Cross posted @ the Atheist Oasis
Don't ask, don't tell, just keep it all to yourself
And there's something about those blue eyes
And the sweet, sweet smell of a summer night
It makes me forget whoever it is I should be remembering
Remembering now. – Don’t Ask, Don’t Tell, by Shut Up And Deal
It’s been an eventful year. Proposition 8 got voted into California legislature, and is now ruled unconstitutional. And now, another discriminatory practice, Don’t Ask, Don’t Tell is out the window.
There are still hurdles to be leaped. There is for instance, the ban of gay men giving blood. There is institutionalized homophobia in just about any country you can name (excepting the more secular ones).
In fact, homosexuality in the military was once sanctioned by Plato, yet widely discriminated against over the centuries. And it comes as no surprise, that the foremost opponents of the repealing of DADT are…drum roll please…a bunch of neurotic and repressed religionists:
Despite an outpouring of calls, emails and faxes, Illinois U.S. Senator Mark Kirk joined his liberal colleague Dick Durbin in support of invoking cloture on the radical anti-military, anti-family repeal of the "Don't Ask, Don't Tell" policy for our military.
The lame duck U.S. Senate voted 63 to 33 on Saturday morning to end the filibuster, which clears the way for the bill to pass with a simple majority. Every Senate Democrat voted yes, and six Republicans joined them: U.S. Senators Susan Collins (Maine), Olympia Snowe (Maine), Lisa Murkowski (Alaska) and Scott Brown (Massachusetts), as well as retiring Senator George Voinovich (Ohio) and our own junior Senator from Illinois, Mark Kirk.
That six Republicans actually joined the ranks is an amazing thing to me.
Just perusing the ‘Illinois Family Fantasy Institution” is actually a revolting stroll down false memory lane. The ‘articles’ they post are anachronistic memes screeching as they circle down the toilet. One such ‘article’ is way over the border:
Illinois U.S. Representatives Don Manzullo and Peter Roskam and 40 of their colleagues in Congress are calling on President Barack Obama to acknowledge America's Godly heritage.
Manzullo and Roskam co-signed a letter asking President Obama to correct remarks he recently made in Indonesia where he referred to America's national motto as "E Pluribus Unum -- out of one, many." The actual national motto, adopted by Congress in 1956, is "In God We Trust."
And actually, this is correct. IGWT is indeed the national motto. Of course, if anyone moves to have it stricken, there will be quite the fuss. And screw the Founding Fathers – these folks only quote the selected highlights, and play the contextomy game.
It’s in the nature of people to resist change, the paradox being that change is a mainstay of existence. But the war of attrition is slowly eroding the barriers that separate people from one another, and some day, raging xenophobia will be a thing of the past.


**Problem details**: Your task is to copy each line of the material below that includes "leaf".

*** Opening of Material for this exercise ***

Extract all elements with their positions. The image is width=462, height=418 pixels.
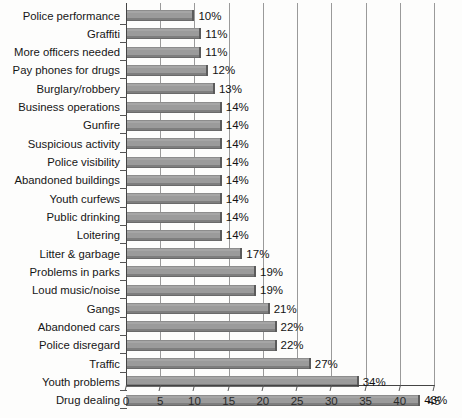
bar-value-label: 14% bbox=[226, 212, 249, 223]
category-label: More officers needed bbox=[2, 46, 120, 58]
bar-value-label: 14% bbox=[226, 157, 249, 168]
bar bbox=[126, 138, 222, 149]
bar bbox=[126, 10, 194, 21]
y-tick-mark bbox=[120, 243, 127, 244]
bar-value-label: 19% bbox=[260, 267, 283, 278]
bar-value-label: 27% bbox=[315, 359, 338, 370]
y-tick-mark bbox=[120, 188, 127, 189]
bar-value-label: 19% bbox=[260, 285, 283, 296]
bar bbox=[126, 285, 256, 296]
x-tick-mark-25 bbox=[296, 385, 298, 391]
category-label: Police performance bbox=[2, 10, 120, 22]
bar-value-label: 12% bbox=[212, 65, 235, 76]
gridline-40 bbox=[400, 3, 401, 385]
x-tick-mark-45 bbox=[433, 385, 435, 391]
bar-value-label: 14% bbox=[226, 102, 249, 113]
category-label: Police disregard bbox=[2, 339, 120, 351]
bar bbox=[126, 212, 222, 223]
gridline-45 bbox=[434, 3, 435, 385]
category-label: Business operations bbox=[2, 101, 120, 113]
bar-value-label: 43% bbox=[424, 395, 447, 406]
y-tick-mark bbox=[120, 335, 127, 336]
x-tick-label-10: 10 bbox=[179, 394, 209, 408]
bar-chart: Police performanceGraffitiMore officers … bbox=[0, 0, 462, 418]
y-tick-mark bbox=[120, 353, 127, 354]
bar-value-label: 14% bbox=[226, 120, 249, 131]
y-tick-mark bbox=[120, 115, 127, 116]
bar-value-label: 14% bbox=[226, 194, 249, 205]
gridline-35 bbox=[366, 3, 367, 385]
bar bbox=[126, 83, 215, 94]
category-label: Pay phones for drugs bbox=[2, 64, 120, 76]
x-tick-mark-40 bbox=[398, 385, 400, 391]
x-tick-label-25: 25 bbox=[282, 394, 312, 408]
y-tick-mark bbox=[120, 24, 127, 25]
bar bbox=[126, 340, 277, 351]
category-label: Litter & garbage bbox=[2, 248, 120, 260]
bar bbox=[126, 47, 201, 58]
y-tick-mark bbox=[120, 225, 127, 226]
category-label: Abandoned buildings bbox=[2, 174, 120, 186]
category-axis-labels: Police performanceGraffitiMore officers … bbox=[0, 0, 120, 418]
bar-value-label: 14% bbox=[226, 139, 249, 150]
bar-value-label: 13% bbox=[219, 84, 242, 95]
bar bbox=[126, 321, 277, 332]
category-label: Drug dealing bbox=[2, 394, 120, 406]
bar-value-label: 11% bbox=[205, 29, 227, 40]
category-label: Problems in parks bbox=[2, 266, 120, 278]
category-label: Traffic bbox=[2, 358, 120, 370]
bar bbox=[126, 120, 222, 131]
bar bbox=[126, 248, 242, 259]
bar-value-label: 21% bbox=[274, 304, 297, 315]
x-tick-label-15: 15 bbox=[214, 394, 244, 408]
bar bbox=[126, 358, 311, 369]
y-tick-mark bbox=[120, 262, 127, 263]
category-label: Burglary/robbery bbox=[2, 83, 120, 95]
y-tick-mark bbox=[120, 317, 127, 318]
x-tick-mark-20 bbox=[261, 385, 263, 391]
y-tick-mark bbox=[120, 78, 127, 79]
y-tick-mark bbox=[120, 207, 127, 208]
y-tick-mark bbox=[120, 408, 127, 409]
bar bbox=[126, 175, 222, 186]
gridline-30 bbox=[331, 3, 332, 385]
y-tick-mark bbox=[120, 97, 127, 98]
bar bbox=[126, 230, 222, 241]
x-tick-label-20: 20 bbox=[248, 394, 278, 408]
bar-value-label: 17% bbox=[246, 249, 269, 260]
y-tick-mark bbox=[120, 133, 127, 134]
bar bbox=[126, 157, 222, 168]
x-tick-label-0: 0 bbox=[111, 394, 141, 408]
category-label: Public drinking bbox=[2, 211, 120, 223]
bar-value-label: 11% bbox=[205, 47, 227, 58]
y-tick-mark bbox=[120, 170, 127, 171]
bar bbox=[126, 65, 208, 76]
bar-value-label: 22% bbox=[281, 340, 304, 351]
category-label: Youth problems bbox=[2, 376, 120, 388]
category-label: Youth curfews bbox=[2, 193, 120, 205]
x-tick-label-5: 5 bbox=[145, 394, 175, 408]
x-tick-label-35: 35 bbox=[351, 394, 381, 408]
y-tick-mark bbox=[120, 372, 127, 373]
y-tick-mark bbox=[120, 152, 127, 153]
x-tick-label-40: 40 bbox=[385, 394, 415, 408]
bar bbox=[126, 102, 222, 113]
y-tick-mark bbox=[120, 42, 127, 43]
bar bbox=[126, 303, 270, 314]
y-tick-mark bbox=[120, 60, 127, 61]
category-label: Loud music/noise bbox=[2, 284, 120, 296]
bar-value-label: 34% bbox=[363, 377, 386, 388]
y-tick-mark bbox=[120, 298, 127, 299]
bar bbox=[126, 28, 201, 39]
category-label: Graffiti bbox=[2, 28, 120, 40]
category-label: Gunfire bbox=[2, 119, 120, 131]
bar-value-label: 14% bbox=[226, 230, 249, 241]
category-label: Loitering bbox=[2, 229, 120, 241]
category-label: Suspicious activity bbox=[2, 138, 120, 150]
bar-value-label: 14% bbox=[226, 175, 249, 186]
x-tick-label-30: 30 bbox=[316, 394, 346, 408]
bar-value-label: 22% bbox=[281, 322, 304, 333]
y-tick-mark bbox=[120, 390, 127, 391]
category-label: Abandoned cars bbox=[2, 321, 120, 333]
x-axis-line bbox=[126, 385, 435, 386]
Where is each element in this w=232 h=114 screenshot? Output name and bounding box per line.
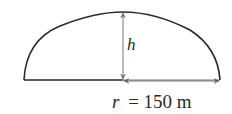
radius-var: r <box>112 91 120 112</box>
height-label: h <box>127 35 136 54</box>
dome-diagram: h r = 150 m <box>0 0 232 114</box>
dome-arc <box>24 12 220 80</box>
radius-label: r = 150 m <box>112 91 192 112</box>
radius-value: = 150 m <box>128 91 192 112</box>
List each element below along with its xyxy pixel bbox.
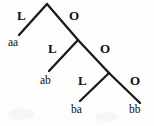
branch-label-o3: O — [130, 74, 140, 87]
branch-label-l3: L — [78, 74, 87, 87]
leaf-label-aa: aa — [8, 37, 18, 49]
leaf-label-ab: ab — [40, 75, 51, 87]
branch-label-o1: O — [69, 9, 79, 22]
leaf-label-bb: bb — [129, 104, 141, 116]
branch-label-o2: O — [100, 42, 110, 55]
leaf-label-ba: ba — [71, 104, 82, 116]
branch-label-l2: L — [48, 42, 57, 55]
tree-diagram-figure: L O L O L O aa ab ba bb — [0, 0, 154, 126]
branch-label-l1: L — [17, 9, 26, 22]
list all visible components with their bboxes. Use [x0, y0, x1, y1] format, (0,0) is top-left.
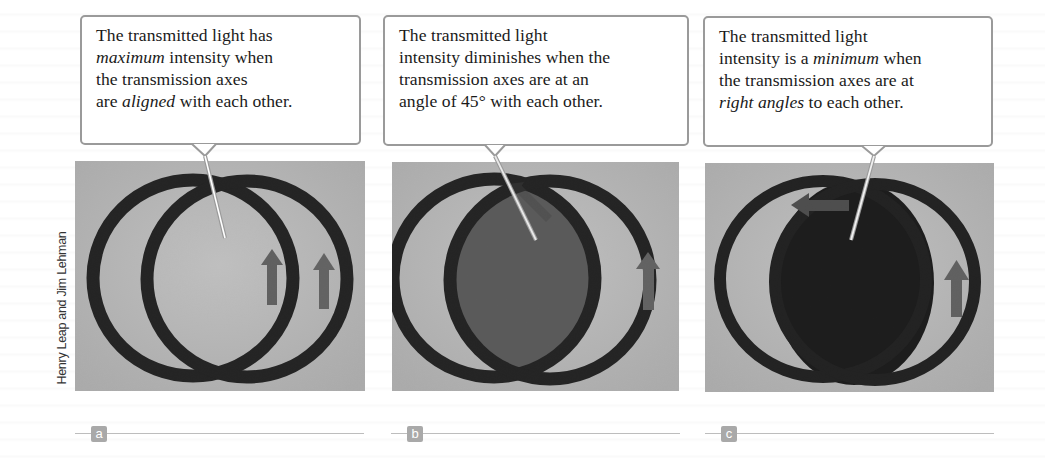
emphasis-maximum: maximum [96, 47, 165, 67]
polarizers-aligned-image [75, 161, 365, 391]
photo-panel-a [75, 161, 365, 391]
callout-c-line-4: right angles to each other. [719, 91, 979, 113]
polarizers-45-degree-image [392, 162, 679, 391]
panel-label-row-a: a [75, 426, 364, 442]
panel-label-c: c [721, 426, 737, 442]
callout-a-line-3: the transmission axes [96, 68, 347, 90]
callout-b-line-1: The transmitted light [399, 24, 675, 46]
callout-a-line-4: are aligned with each other. [96, 90, 347, 112]
emphasis-minimum: minimum [813, 48, 879, 68]
callout-b-line-4: angle of 45° with each other. [399, 90, 675, 112]
panel-label-a: a [91, 426, 107, 442]
panel-label-row-b: b [391, 426, 680, 442]
photo-credit: Henry Leap and Jim Lehman [55, 231, 69, 384]
panel-label-row-c: c [705, 426, 994, 442]
label-rule [75, 433, 364, 434]
callout-b-line-2: intensity diminishes when the [399, 46, 675, 68]
callout-a-line-1: The transmitted light has [96, 24, 347, 46]
photo-panel-b [392, 162, 679, 391]
callout-c: The transmitted light intensity is a min… [703, 16, 993, 147]
callout-a-line-2: maximum intensity when [96, 46, 347, 68]
callout-c-line-1: The transmitted light [719, 25, 979, 47]
callout-b: The transmitted light intensity diminish… [383, 15, 689, 146]
emphasis-right-angles: right angles [719, 92, 804, 112]
callout-b-line-3: transmission axes are at an [399, 68, 675, 90]
callout-c-line-2: intensity is a minimum when [719, 47, 979, 69]
label-rule [391, 433, 680, 434]
panel-label-b: b [407, 426, 423, 442]
emphasis-aligned: aligned [122, 91, 175, 111]
callout-c-line-3: the transmission axes are at [719, 69, 979, 91]
callout-a: The transmitted light has maximum intens… [80, 15, 361, 145]
label-rule [705, 433, 994, 434]
polarizers-crossed-image [705, 163, 994, 392]
photo-panel-c [705, 163, 994, 392]
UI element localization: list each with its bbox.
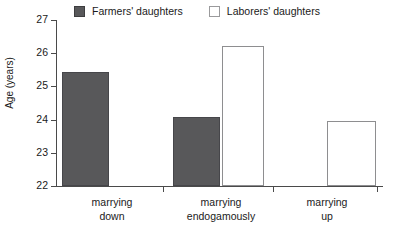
x-axis-category-label-marrying-down: marrying down <box>57 196 167 223</box>
y-axis-tick-label-22: 22 <box>36 179 48 192</box>
category-line-2: endogamously <box>166 210 276 224</box>
y-axis-tick-label-23: 23 <box>36 146 48 159</box>
y-axis-line <box>56 20 57 186</box>
y-axis-tick-label-26: 26 <box>36 46 48 59</box>
y-axis-tick-26: 26 <box>51 53 56 54</box>
category-line-1: marrying <box>275 196 379 210</box>
y-axis-tick-label-27: 27 <box>36 13 48 26</box>
x-axis-category-label-marrying-up: marrying up <box>275 196 379 223</box>
x-axis-tick-2 <box>273 187 274 192</box>
x-axis-tick-3 <box>377 187 378 192</box>
category-line-1: marrying <box>57 196 167 210</box>
category-line-2: down <box>57 210 167 224</box>
x-axis-tick-1 <box>163 187 164 192</box>
y-axis-title: Age (years) <box>3 0 16 166</box>
y-axis-tick-22: 22 <box>51 186 56 187</box>
y-axis-tick-25: 25 <box>51 86 56 87</box>
y-axis-tick-24: 24 <box>51 120 56 121</box>
category-line-1: marrying <box>166 196 276 210</box>
category-line-2: up <box>275 210 379 224</box>
bar-farmers-marrying-endogamously <box>173 117 220 186</box>
legend-label-farmers-daughters: Farmers' daughters <box>92 6 183 17</box>
x-axis-line <box>56 186 383 187</box>
y-axis-tick-label-25: 25 <box>36 79 48 92</box>
legend-entry-farmers-daughters: Farmers' daughters <box>74 6 183 17</box>
hollow-square-icon <box>209 6 220 17</box>
filled-square-icon <box>74 6 85 17</box>
bar-chart-figure: Farmers' daughters Laborers' daughters A… <box>0 0 394 235</box>
y-axis-tick-label-24: 24 <box>36 113 48 126</box>
y-axis-tick-23: 23 <box>51 153 56 154</box>
x-axis-category-label-marrying-endogamously: marrying endogamously <box>166 196 276 223</box>
plot-area: 22 23 24 25 26 27 marrying down <box>56 20 383 186</box>
bar-farmers-marrying-down <box>62 72 109 186</box>
legend-label-laborers-daughters: Laborers' daughters <box>227 6 320 17</box>
y-axis-tick-27: 27 <box>51 20 56 21</box>
legend-entry-laborers-daughters: Laborers' daughters <box>209 6 320 17</box>
bar-laborers-marrying-endogamously <box>222 46 264 186</box>
chart-legend: Farmers' daughters Laborers' daughters <box>0 3 394 19</box>
bar-laborers-marrying-up <box>327 121 376 186</box>
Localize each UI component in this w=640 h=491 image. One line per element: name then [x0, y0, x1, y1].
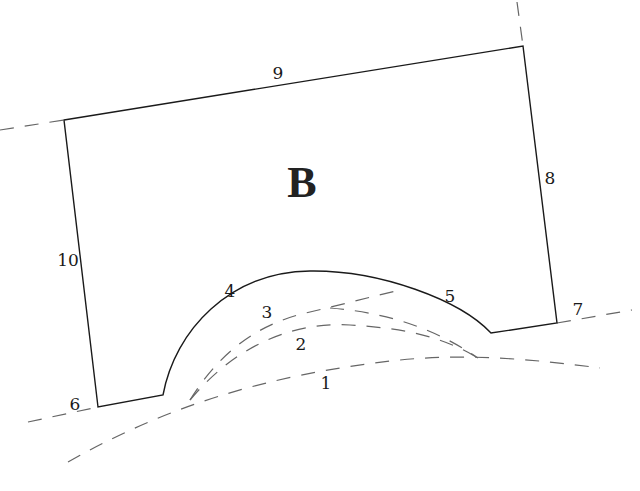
line-7-extension	[557, 310, 632, 323]
label-9: 9	[273, 63, 284, 83]
label-6: 6	[70, 394, 81, 414]
label-4: 4	[225, 281, 236, 301]
line-9-extension	[0, 120, 64, 130]
boundary-diagram: B 1 2 3 4 5 6 7 8 9 10	[0, 0, 640, 491]
region-b-boundary	[64, 46, 557, 407]
label-2: 2	[296, 334, 307, 354]
line-8-extension	[517, 2, 523, 46]
curve-2	[190, 325, 478, 400]
line-6-extension	[28, 407, 98, 422]
curve-1	[68, 357, 600, 462]
label-1: 1	[321, 373, 332, 393]
curve-3-branch	[330, 308, 478, 358]
label-8: 8	[545, 168, 556, 188]
label-7: 7	[573, 299, 584, 319]
region-label-b: B	[287, 158, 316, 207]
label-3: 3	[262, 302, 273, 322]
label-10: 10	[57, 250, 79, 270]
label-5: 5	[445, 286, 456, 306]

*** Close of Material for this exercise ***

**Solution to this problem**:
leaf-label-aa: aa — [8, 37, 18, 49]
leaf-label-ab: ab — [40, 75, 51, 87]
leaf-label-bb: bb — [129, 104, 141, 116]
leaf-label-ba: ba — [71, 104, 82, 116]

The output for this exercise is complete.